SOEs were set up to be sold. For that they had to be turned into fully commercial operations, making profits and paying dividends to the taxpayer.
But since 1999 the rule has been “long-term hold” — no sales. That required more strategic and operational latitude, including buying and selling non-core subsidiaries and partnerships with outside companies and, in one case, venture capital seeding of startups. The idea was to use SOEs’ weight to drive economic development.
Labour kept the commercial primary focus and mostly listened to board chairs when appointing directors. But it also put politically sympathetic directors on the boards.
National has signed up to “long-term hold” — for now. It aims to tighten the focus on to commercial performance. Boards are to be rebuilt to reflect that.
The boards’ job, Finance Minister Bill English and SOE Minister Simon Power will tell chairs, is to generate a better return on their capital than last year’s 1.5 per cent average.
A higher return means cutting costs — firing staff and/or improving efficiency — and increasing revenue — higher prices (not easy in tough trading conditions) or new or better products and services.
But how will English and Power know? They think the Treasury’s Crown Company Monitoring Advisory Unit has not been focused on the right things.
The challenge, investment banker Rob Cameron says, is to replicate the assessment share markets make of listed public companies.
Cameron, a 1980s Treasury official who has studied SOEs in depth, suggests ministers should appoint only board chairs, who would appoint the other directors and set their tenures.
Cameron proposes “an advisory capability” to help ministers assess boards’ performance, which he says should be ministers’ core job. Boards should issue similar financial and operating information to that required of publicly listed companies and (as some SOEs have done) “engage experienced and qualified private-sector analysts” to monitor the performance of their SOEs.
None of that is inconsistent with National’s approach. It skirts privatisation, the P-word from which National fled in fear in the 2005 and 2008 elections.
But Cameron also says: inject outside equity into SOEs and thereby subject them to sharemarket scrutiny; do that by issuing non-voting shares, which would leave the government in full control; let the Superannuation Fund buy some voting shares and appoint some directors.

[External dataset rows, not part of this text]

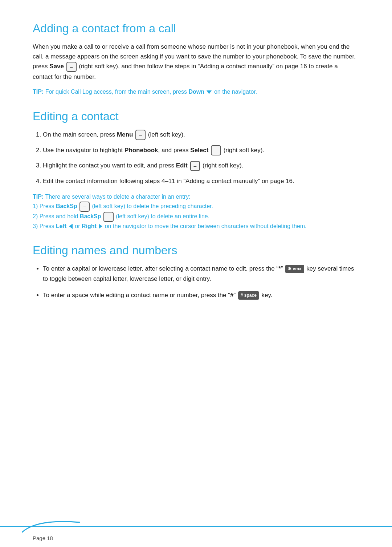 Image resolution: width=392 pixels, height=547 pixels. I want to click on editing-names-heading: Editing names and numbers, so click(196, 251).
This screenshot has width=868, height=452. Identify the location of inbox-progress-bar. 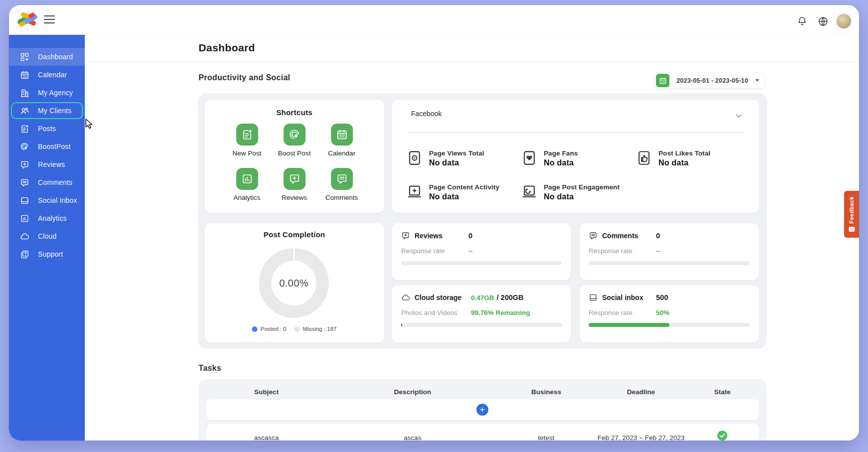
(669, 325).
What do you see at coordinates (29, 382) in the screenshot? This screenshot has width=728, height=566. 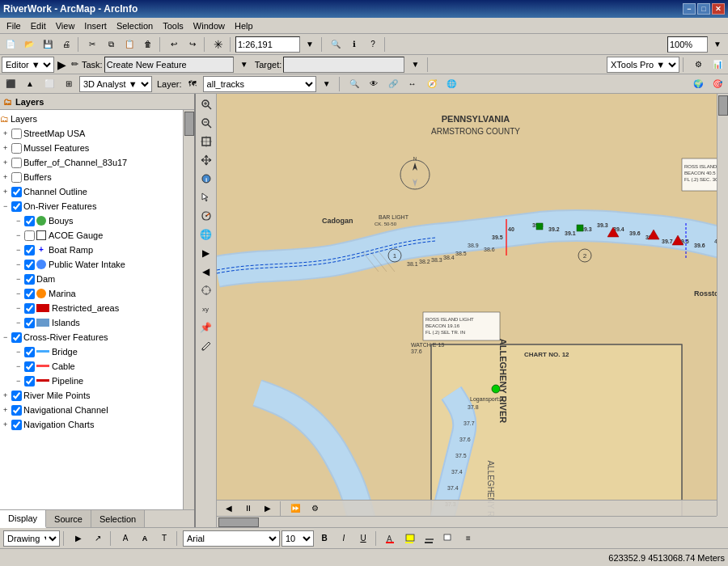 I see `layer-checkbox-pipeline` at bounding box center [29, 382].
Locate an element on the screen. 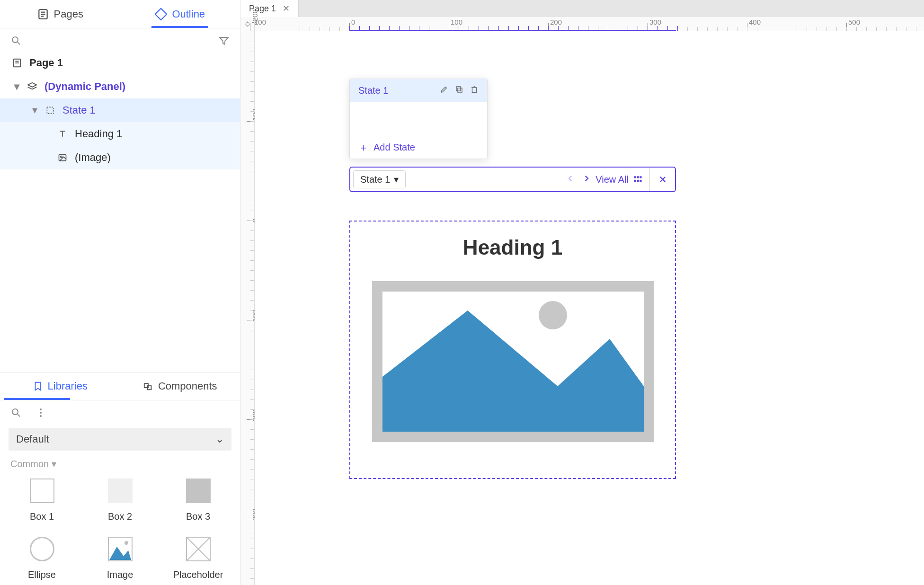 The width and height of the screenshot is (924, 585). outline-state-label: State 1 is located at coordinates (79, 110).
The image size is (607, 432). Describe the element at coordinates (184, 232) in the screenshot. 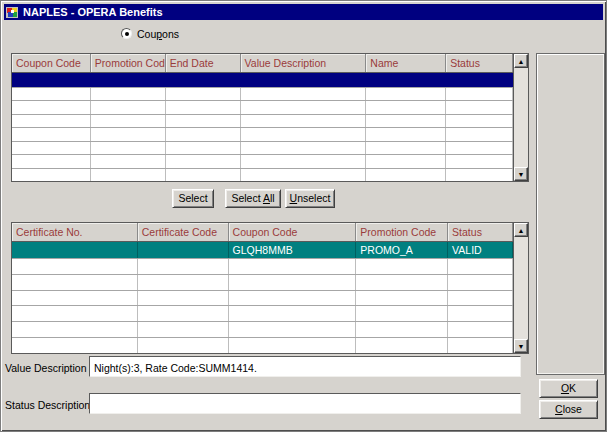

Still no P-word — not really.
Why outside equity? If SOEs are to grow revenue, fatten dividends to taxpayers and boost economic growth, some will need more capital.
Under present rules an SOE has to hoard capital from profits (after paying a dividend under a set formula), cajole capital out of ministers or raise debt. There is a limit to what can be done through non-core subsidiaries.
New Zealand Post is raising up to $200 million in notes (debt) right now, in part to expand its fast-growing core subsidiary Kiwibank’s capital, needed to comply with Reserve Bank rules.
If the government wanted to use Kiwibank to channel government-backed funding to small-medium enterprises (if, say, the economy turns much worse than Key’s soothing assurances and/or if the Australian banks clamp down), it would need to boost Kiwibank’s capital.
Key won’t take the Cameron route because he says he has a P-word “contract” with voters and he fears even non-voting shares in even the popular Kiwibank could be branded as privatisation.
Actually, Key has two levels of contract. One is his specific pledges. Another is to deliver good government, in response to economic and other conditions as they change — and they have changed.
Moreover, Key has huge political capital, enough to afford a P-risk if in time it delivered on his good government contract. As all capitalists know, sometimes a small risk can pay a big dividend.
But Key has another basis for reticence. Ministers think fixing SOEs will take several years: the right chairs and boards have to be installed and electricity regulation rejigged, for example. And ministers think the government’s low debt gives them the fiscal leeway to take time.
That fiscal leeway is at the heart of the debate over core public sector spending. There is a “quick and dirty” job in this year’s Budget, to hold the line. But there is harder work to do if the now big annual deficit is not to turn structural: identify and rank departments’ functions, drop the least productive, get efficiencies, reduce overall costs — and find CEOs who can and want to do all that. This is a three-to-five-year programme.
The state is big in our economy. If ministers manage it better, that will deliver on the good government contract. Which, ultimately, is the only contract that wins multiple terms in office.